The Cafe 1

When my grandfather retired in 1932, my mother verbally arranged the rent of a Ross-shire house for himself, his wife and any unmarried child for their lifetime. With nothing in writing, that agreement was honoured through two generations of the owner’s family until my unmarried aunt died in 1992. One’s word is one’s bond.

This past week, vows and promises have been much in the news. On her 21st birthday, the then Princess Elizabeth, said: ‘I declare before you all that my whole life, whether it be long or short, shall be devoted to your service and the service of our great commonwealth family to which we all belong. God help me to make good my vow’. She signed her platinum jubilee address with the words: ‘Your servant, Elizabeth’. Even those opposed to monarchy accept that she kept her vow.

Robin Downie (13 September) affirms that ‘the standard philosophical account of promises was first outlined by David Hume’. However, an investigation into similarities between the verbal agreement in Ross-shire and the declaration of the late Queen reveals something both older and with greater dynamic effect than David Hume, in both personal life and in the public arena.

Two and a half millennia earlier, the writer of Ecclesiastes was clear: ‘When you make a vow to God, do not delay to fulfil it… It is better not to make a vow than to make one and not fulfil it’. This is a theme picked up in David’s folk lyric: ‘Lord, who may live on your holy mountain?… the one who keeps a promise even when it hurts’.

The point in common between last century’s Ross-shire folk and the late Queen is specified by the latter’s explanation: ‘For me, the teachings of Christ and my own personal accountability before God provide a framework in which I try to lead my life’. She revealed God as her anchor: ‘I have been – and remain – very grateful to God for His steadfast love. I have indeed seen his faithfulness’.

Sir Keir Starmer describes our age as ‘a time of uncertainty… when everything is spinning’: pandemic, climate change, global tensions, inflation resulting from the Ukraine war, and so the list could go on. The relevance of a promise-keeping God in the public arena was affirmed in a Christmas broadcast: ‘Although we are capable of great acts of kindness, history teaches us that we sometimes need saving from ourselves – from our recklessness or our greed. God sent into the world a unique person – neither a philosopher nor a general, important though they are, but a Saviour, with the power to forgive. Forgiveness lies at the heart of the Christian faith. It can heal broken families, it can restore friendships and it can reconcile divided communities. It is in forgiveness that we feel the power of God’s love’. These words were put into practice by the handshake of a grieving niece with the man perceived as representing the organisation which was responsible for the murder of her uncle.

Robin Downie concludes with a hope that those taking important vows see them as matters of personal integrity. He regrets that the signs are not encouraging. In this age of spiritual deprivation, may there not be a need to look beyond philosophical words to an ‘anchor that keeps the soul’ in personal life and provides a transforming dynamic to public life?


**Problem:** All the entries need to be duplicated exactly, with the pictures omitted.

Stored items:
━━━
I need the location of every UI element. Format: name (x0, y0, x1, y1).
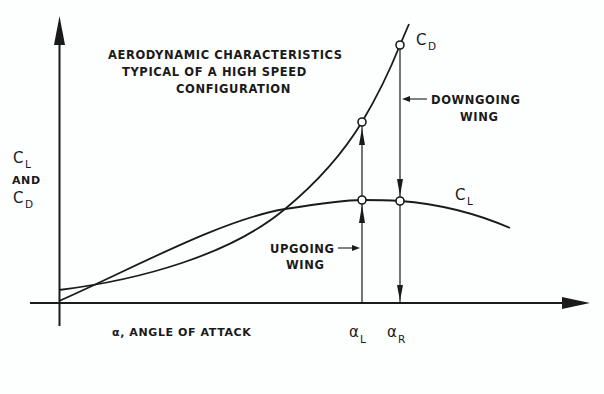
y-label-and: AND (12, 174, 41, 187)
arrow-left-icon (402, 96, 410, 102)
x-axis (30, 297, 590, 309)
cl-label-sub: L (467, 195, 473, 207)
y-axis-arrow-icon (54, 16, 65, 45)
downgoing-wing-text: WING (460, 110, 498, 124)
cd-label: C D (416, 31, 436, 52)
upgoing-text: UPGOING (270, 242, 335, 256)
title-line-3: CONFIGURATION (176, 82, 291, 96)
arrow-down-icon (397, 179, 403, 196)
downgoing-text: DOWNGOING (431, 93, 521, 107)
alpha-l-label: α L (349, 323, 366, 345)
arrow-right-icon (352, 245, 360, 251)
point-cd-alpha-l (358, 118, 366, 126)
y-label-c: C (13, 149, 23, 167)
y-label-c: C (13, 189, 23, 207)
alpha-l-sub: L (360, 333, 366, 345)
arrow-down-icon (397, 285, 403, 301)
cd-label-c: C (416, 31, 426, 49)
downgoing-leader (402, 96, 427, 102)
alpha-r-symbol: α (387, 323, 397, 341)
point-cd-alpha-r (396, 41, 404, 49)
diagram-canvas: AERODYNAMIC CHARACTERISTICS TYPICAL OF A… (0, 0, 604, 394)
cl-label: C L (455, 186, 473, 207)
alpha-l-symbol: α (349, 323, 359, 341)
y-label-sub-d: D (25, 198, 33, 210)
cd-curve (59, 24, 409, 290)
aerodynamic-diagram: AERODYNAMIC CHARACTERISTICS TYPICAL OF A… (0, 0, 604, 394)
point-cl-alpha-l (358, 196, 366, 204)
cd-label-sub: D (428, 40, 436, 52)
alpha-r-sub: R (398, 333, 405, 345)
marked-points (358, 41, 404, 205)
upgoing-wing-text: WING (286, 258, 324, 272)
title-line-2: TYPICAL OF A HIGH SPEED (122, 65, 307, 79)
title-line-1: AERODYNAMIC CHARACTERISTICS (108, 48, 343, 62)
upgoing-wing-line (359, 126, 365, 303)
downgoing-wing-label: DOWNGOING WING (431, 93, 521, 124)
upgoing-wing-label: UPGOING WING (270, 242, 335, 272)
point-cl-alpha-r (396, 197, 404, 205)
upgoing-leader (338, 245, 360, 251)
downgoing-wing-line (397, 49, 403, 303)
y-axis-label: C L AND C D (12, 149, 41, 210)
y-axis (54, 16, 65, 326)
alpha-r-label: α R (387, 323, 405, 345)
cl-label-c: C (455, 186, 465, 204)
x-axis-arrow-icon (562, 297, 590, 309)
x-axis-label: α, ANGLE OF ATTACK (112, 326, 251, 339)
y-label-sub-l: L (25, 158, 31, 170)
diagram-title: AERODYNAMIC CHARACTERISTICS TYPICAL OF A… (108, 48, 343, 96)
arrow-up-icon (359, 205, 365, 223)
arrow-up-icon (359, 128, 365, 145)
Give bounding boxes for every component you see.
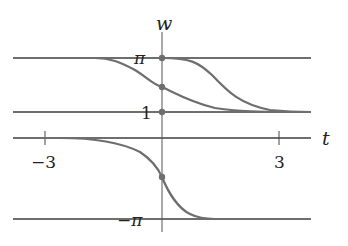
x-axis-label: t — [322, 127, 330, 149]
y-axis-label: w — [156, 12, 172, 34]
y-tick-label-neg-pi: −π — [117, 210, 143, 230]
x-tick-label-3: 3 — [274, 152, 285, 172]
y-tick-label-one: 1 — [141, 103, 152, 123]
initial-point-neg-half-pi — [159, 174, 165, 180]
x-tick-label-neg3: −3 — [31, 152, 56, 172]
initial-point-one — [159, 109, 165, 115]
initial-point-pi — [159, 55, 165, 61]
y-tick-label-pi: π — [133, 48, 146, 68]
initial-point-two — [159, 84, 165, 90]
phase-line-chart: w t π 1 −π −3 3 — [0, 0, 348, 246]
━━━
**Result:**
I need the location of every UI element. Format: name (x0, y0, x1, y1).
y-label-and: AND (12, 174, 41, 187)
arrow-left-icon (402, 96, 410, 102)
x-axis (30, 297, 590, 309)
cl-label-sub: L (467, 195, 473, 207)
y-axis-arrow-icon (54, 16, 65, 45)
downgoing-wing-text: WING (460, 110, 498, 124)
cd-label: C D (416, 31, 436, 52)
upgoing-text: UPGOING (270, 242, 335, 256)
title-line-3: CONFIGURATION (176, 82, 291, 96)
arrow-down-icon (397, 179, 403, 196)
downgoing-text: DOWNGOING (431, 93, 521, 107)
alpha-l-label: α L (349, 323, 366, 345)
arrow-right-icon (352, 245, 360, 251)
point-cd-alpha-l (358, 118, 366, 126)
y-label-c: C (13, 149, 23, 167)
y-label-c: C (13, 189, 23, 207)
alpha-l-sub: L (360, 333, 366, 345)
arrow-down-icon (397, 285, 403, 301)
cd-label-c: C (416, 31, 426, 49)
downgoing-leader (402, 96, 427, 102)
alpha-r-symbol: α (387, 323, 397, 341)
point-cd-alpha-r (396, 41, 404, 49)
diagram-canvas: AERODYNAMIC CHARACTERISTICS TYPICAL OF A… (0, 0, 604, 394)
cl-label: C L (455, 186, 473, 207)
alpha-l-symbol: α (349, 323, 359, 341)
y-label-sub-d: D (25, 198, 33, 210)
cd-curve (59, 24, 409, 290)
aerodynamic-diagram: AERODYNAMIC CHARACTERISTICS TYPICAL OF A… (0, 0, 604, 394)
point-cl-alpha-l (358, 196, 366, 204)
cd-label-sub: D (428, 40, 436, 52)
alpha-r-sub: R (398, 333, 405, 345)
marked-points (358, 41, 404, 205)
upgoing-wing-text: WING (286, 258, 324, 272)
title-line-2: TYPICAL OF A HIGH SPEED (122, 65, 307, 79)
title-line-1: AERODYNAMIC CHARACTERISTICS (108, 48, 343, 62)
upgoing-wing-line (359, 126, 365, 303)
downgoing-wing-label: DOWNGOING WING (431, 93, 521, 124)
upgoing-wing-label: UPGOING WING (270, 242, 335, 272)
point-cl-alpha-r (396, 197, 404, 205)
upgoing-leader (338, 245, 360, 251)
downgoing-wing-line (397, 49, 403, 303)
y-axis-label: C L AND C D (12, 149, 41, 210)
y-axis (54, 16, 65, 326)
alpha-r-label: α R (387, 323, 405, 345)
cl-label-c: C (455, 186, 465, 204)
x-axis-arrow-icon (562, 297, 590, 309)
x-axis-label: α, ANGLE OF ATTACK (112, 326, 251, 339)
y-label-sub-l: L (25, 158, 31, 170)
diagram-title: AERODYNAMIC CHARACTERISTICS TYPICAL OF A… (108, 48, 343, 96)
arrow-up-icon (359, 205, 365, 223)
arrow-up-icon (359, 128, 365, 145)
Give bounding boxes for every component you see.
x-axis-label: t — [322, 127, 330, 149]
y-axis-label: w — [156, 12, 172, 34]
y-tick-label-neg-pi: −π — [117, 210, 143, 230]
x-tick-label-3: 3 — [274, 152, 285, 172]
y-tick-label-one: 1 — [141, 103, 152, 123]
initial-point-neg-half-pi — [159, 174, 165, 180]
x-tick-label-neg3: −3 — [31, 152, 56, 172]
initial-point-one — [159, 109, 165, 115]
initial-point-pi — [159, 55, 165, 61]
y-tick-label-pi: π — [133, 48, 146, 68]
initial-point-two — [159, 84, 165, 90]
phase-line-chart: w t π 1 −π −3 3 — [0, 0, 348, 246]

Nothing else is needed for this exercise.